This does look nice and the particle effects are nice, without grinding my low-end PC into the ground (you wisely used a smaller number of large particles). It has great potential and the fact that it doesn't rely on an addon, unlike a previous napalm release I've seen, is a considerable boon!
1) I tried this, but neither attached mission worked at all. Checking through the code, you have placed barrels that have this in the init:
if (alive this) then { [this] execVM "Napalm.sqf"; }
Since barrels aren't ever alive, this script will never get run. The script worked fine when I changed that to:
nil = [this] execVM "Napalm.sqf";
2) Forcing the AI to run (nice panic effect ;P) is fine using doMove in careless mode, but it doesn't work for players. To make anyone, player or AI, run like madmen, you could force them into a sprint animation, then they'll not even bother running around obstacles ;P The rolling animation, as it is now, works fine for players and AI and is a nice touch.

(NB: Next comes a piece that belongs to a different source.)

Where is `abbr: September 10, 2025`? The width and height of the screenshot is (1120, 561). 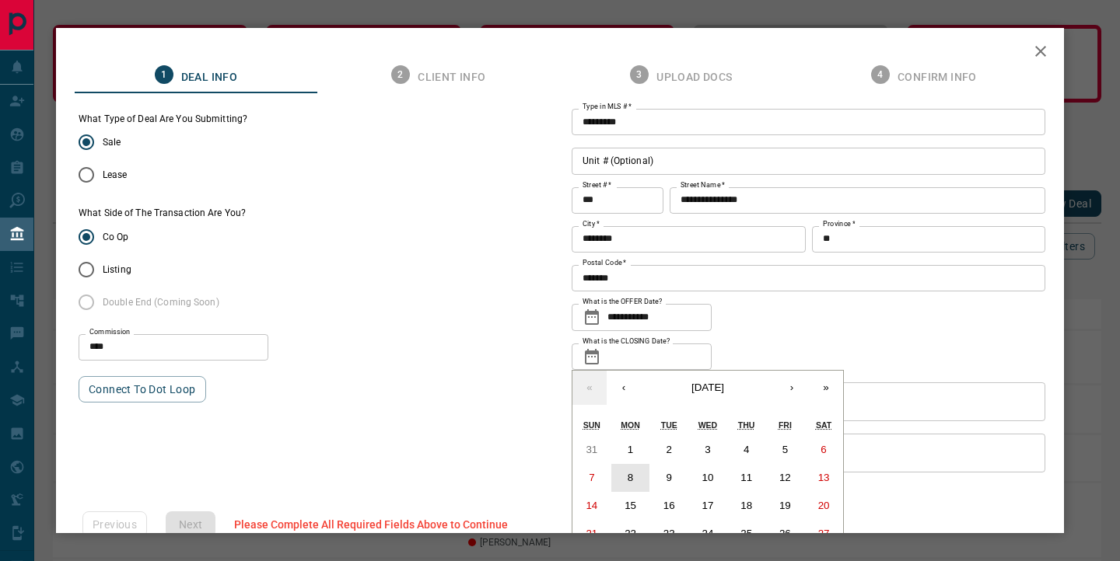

3) Every time you create a new bomb, you empty the list of people burning (burnarray = [];), but you should only create the array when it doesn't already exist, in order to stop individuals getting set on fire more than once:
if (isNil "burnarray") then
{
burnarray = [];
};
4) You create an invisible helipad in order to have an object for your particles to be attached to. Using a gameLogic ("logic") makes more sense, since no helicopters will try to land on it ;P
5) Your code isn't indented, which makes it very hard to read. One of the advantages of the SQF syntax is that it is supposed to be indented to aid readability (for you, the author, even more than for other people).
while {_a < 60} do
{
if (_a < 40) then
{
_ouch = nearestObjects [_obj,["ALL"],35];
};
// ...etc...
};
becomes the vastly more readable:
while {_a < 60} do
{
if (_a < 40) then
{
_ouch = nearestObjects [_obj,["ALL"],35];
};
// ...etc...
};
It especially makes it easier to track whether you have matching {}s! Still, it is a stylistic thing, not a practical fault, but it is a very good habit to get into.
6) You do want to be creating the particles on every machine that has a player to see them "if (not (isNull player)) then { ... }", but some of the other effects you only want doing once on one machine. E.g. at the moment, you are creating one LGB per server/player, not just one in the game. The easiest way to deal with this is to just do it on the server with "if (isServer) then { ... }".